DrChinese said:
So I guess I am saying I don't suitably understand how a single photon is incoherent if you can diffract it through a point source and send to a double slit. I can visualize that you cannot have destructive interference from the source, and I guess to some extent that means no uncertainty in the source location.
One has to look into the history of physics for a bit to make sense of the terminology when it comes to coherence. In classical optics coherence works on the field level. Loosely speaking it is a measure of "if I know my field here and now, how well can I predict its value at a different position and time". Measuring that is pretty easy. The standard experiments done to achieve that are the Michelson interferometer (time) and the double slit (space). Varying the path length distance or the slit distance will tell you something about your light source and you will get some characteristic coherence time and length.
However, these are not yes/no quantities. Coherence time can be long or short, but there is no absolutely incoherent light in this sense. Also, if you have a look at what determines coherence time or length, it is pretty simple. Coherence time is governed by the Fourier transform of the power spectral density of your light field. Or simply speaking: If you have a narrow spectral line, coherence time will be very long. If you have a broad line, the coherence time will be pretty short. For (transversal) coherence length a similar reasoning shows that the relative angular size of your light source determines your spatial coherence. The more point-like your light source is, the larger the coherence length will be.
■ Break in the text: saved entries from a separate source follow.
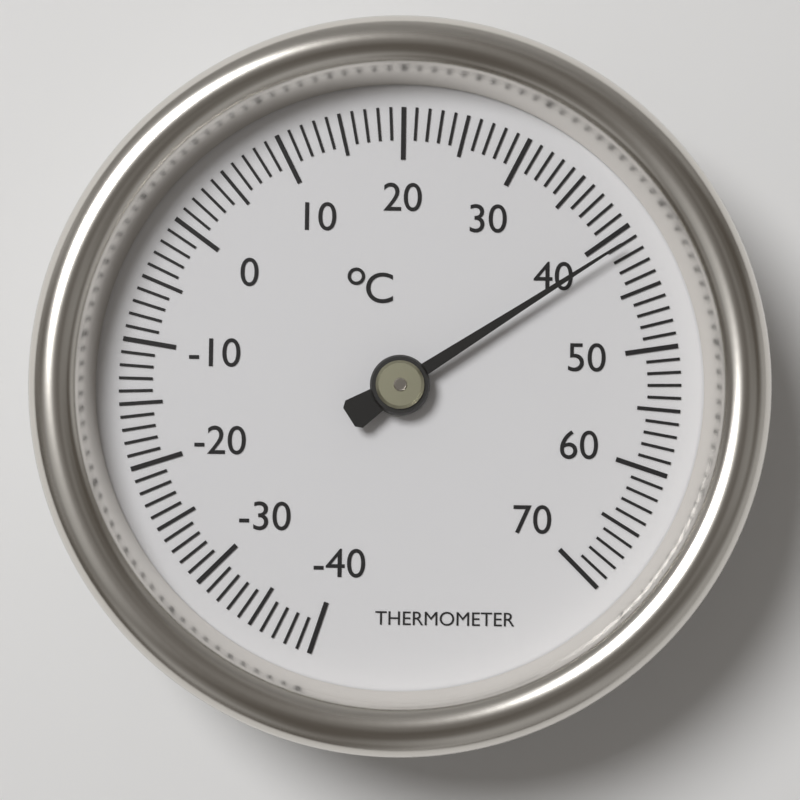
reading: 41 °C
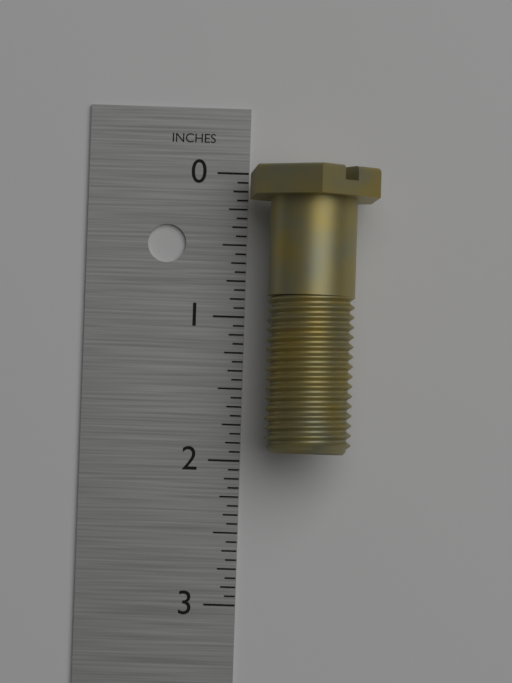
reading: 1.9375 in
However, these relations have a simple consequence: If coherence solely depends on the spectrum and the size of your light source, you can make any light field have the same coherence properties just by filtering. Take some light from the sun, put it through a narrow spectral filter and a pinhole for spatial filtering and it can be as coherent as laser light (usually not as bright, though). The same applies for single photons. They can be as coherent or incoherent as your light source and filtering allow. Therefore: Yes, you may or may not see an interference pattern using single photons. That depends.
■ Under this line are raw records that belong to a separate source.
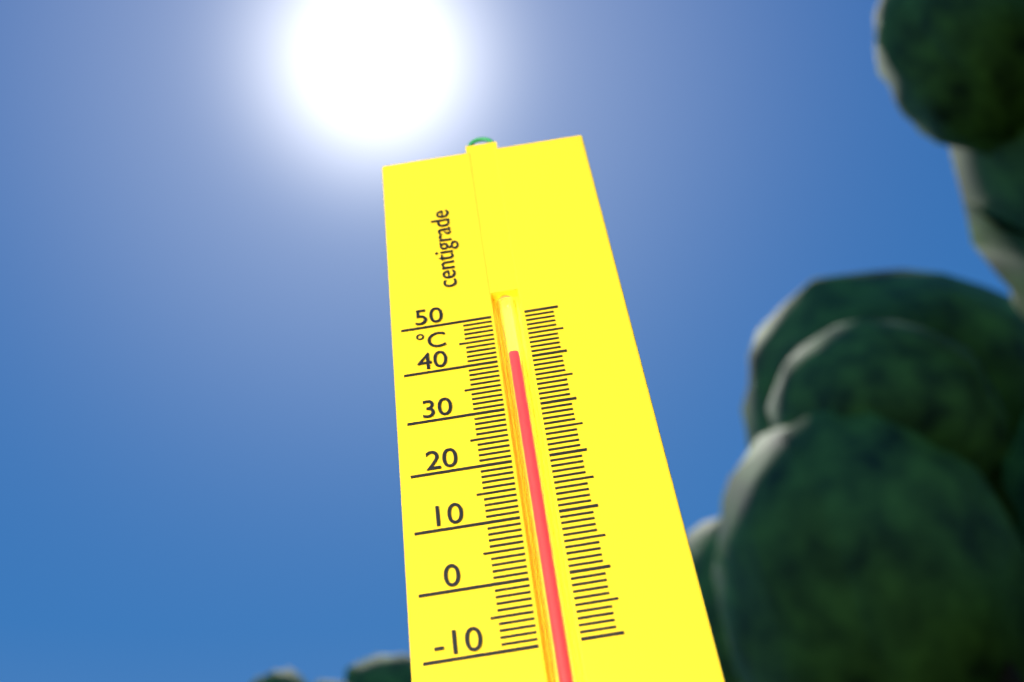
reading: 41 °C
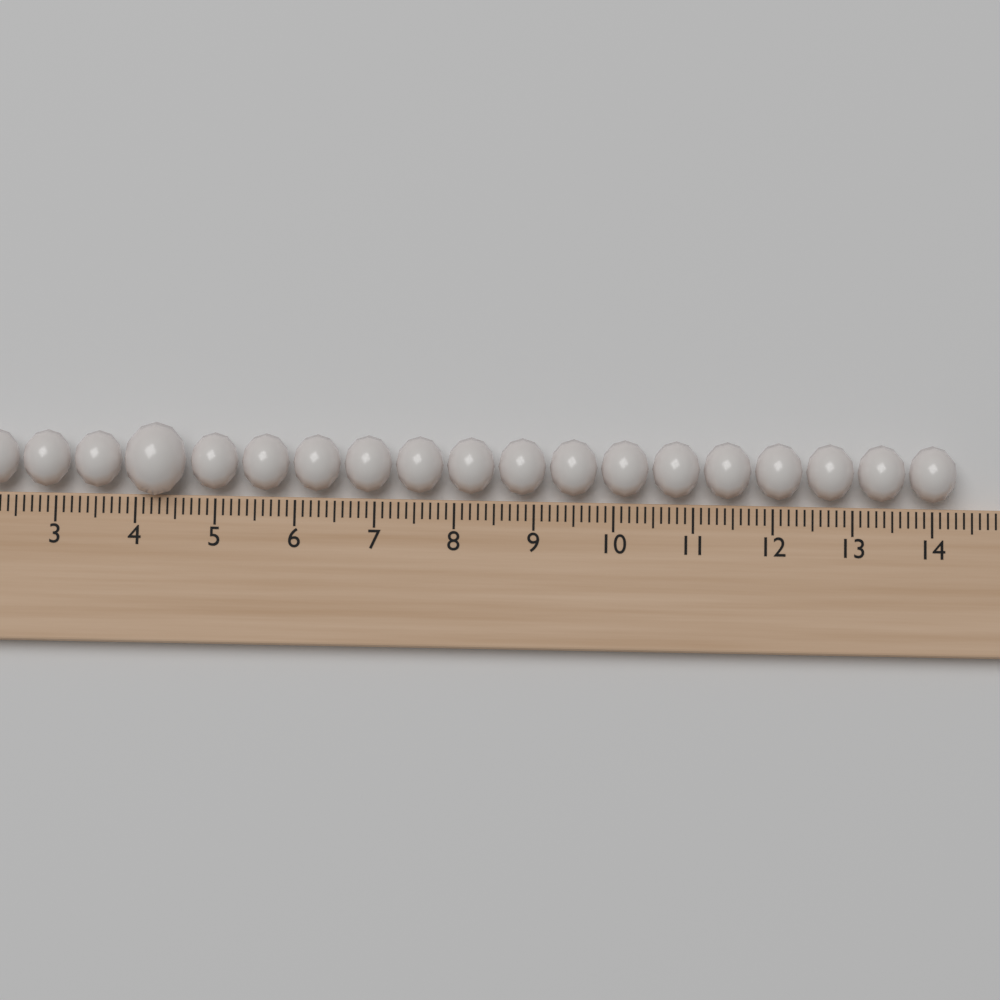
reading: 14.3 (no unit)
With the invention of the laser, people realized that there are some deeper properties to coherent laser emission which cannot be explained by the simple field coherence relation given above. Laser light has some properties which you cannot mimic by just filtering light from the sun. These occur in second order coherence. This really requires considering intensities and photon numbers. The idea was that a coherent state should be as classical as possible. Classically we can achieve zero uncertainty. This is of course not possible in quantum physics - coherent states are just states of minimal uncertainty. Still, there is some other property to classical measurements: They are considered non-invasive. You can measure a classical system again and again and will get the same result. In quantum physics this is still not possible, but coherent states give you the closest thing possible: the expectation value of photons present in the light field does not change if you detect one.
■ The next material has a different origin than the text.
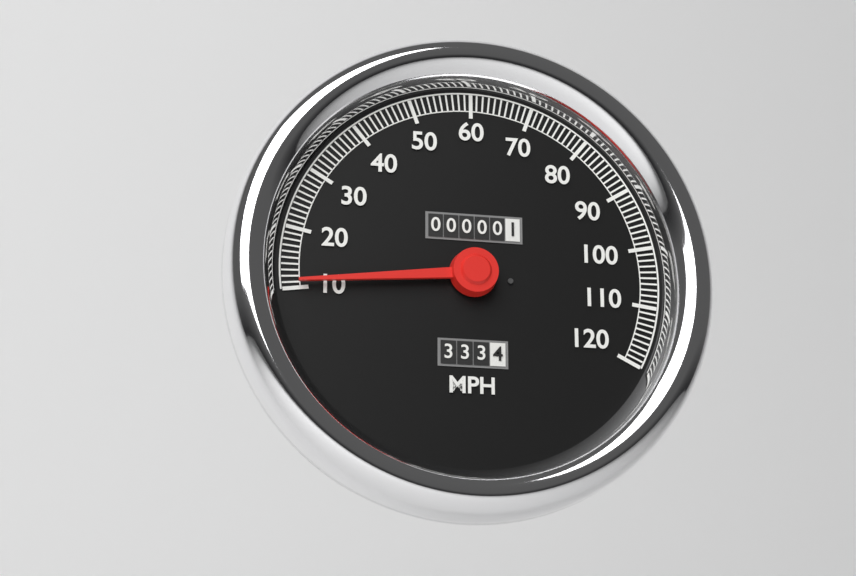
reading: 11 MPH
That sounds odd as every photon detection event will destroy a photon, but one can see that such a state must exist by going to the extremes. Consider a Fock state with well defined photon number. If you detect a photon, the number of photons in the field will be reduced and so will be the expectation value. Now consider a very noisy light field which contains no photons at all most the time, but fires short bursts containing many photons within a short time window. During these short bursts the photon number present will be way above the average photon number. Also the probability to detect a photon will be very high. So if you detect a photon at some time,actually the probability to detect another one must increase, although that sounds counterintuitive as you just removed one photon from the field. Surprisingly, light from the sun is of this kind.
Obviously there must be some kind of intermediate state with just a little bit of noise such that the two effects mentioned - reduction of the photon number by destroying the first one and increasing the photon number because of the noise present - will cancel. This is the case for coherent states. It can be shown that their photon number distribution must be Poissonian (just the right amount of noise) and any detection of aphoton will give you exactly the same expectation value for photons present as you had before. This also makes it clear why coherent states are eigenstates of the photon annihilation operator.
As one can see, single photons are of course incoherent in this sense - if you detect them you are left with zero photons - but they can be as coherent if you like them in the first sense as you can filter them just like any other light source. If you start from entangled photons you can even filter them non-locally which has been used intensively in some pretty cool publications...and sorry for making this reply a bit long.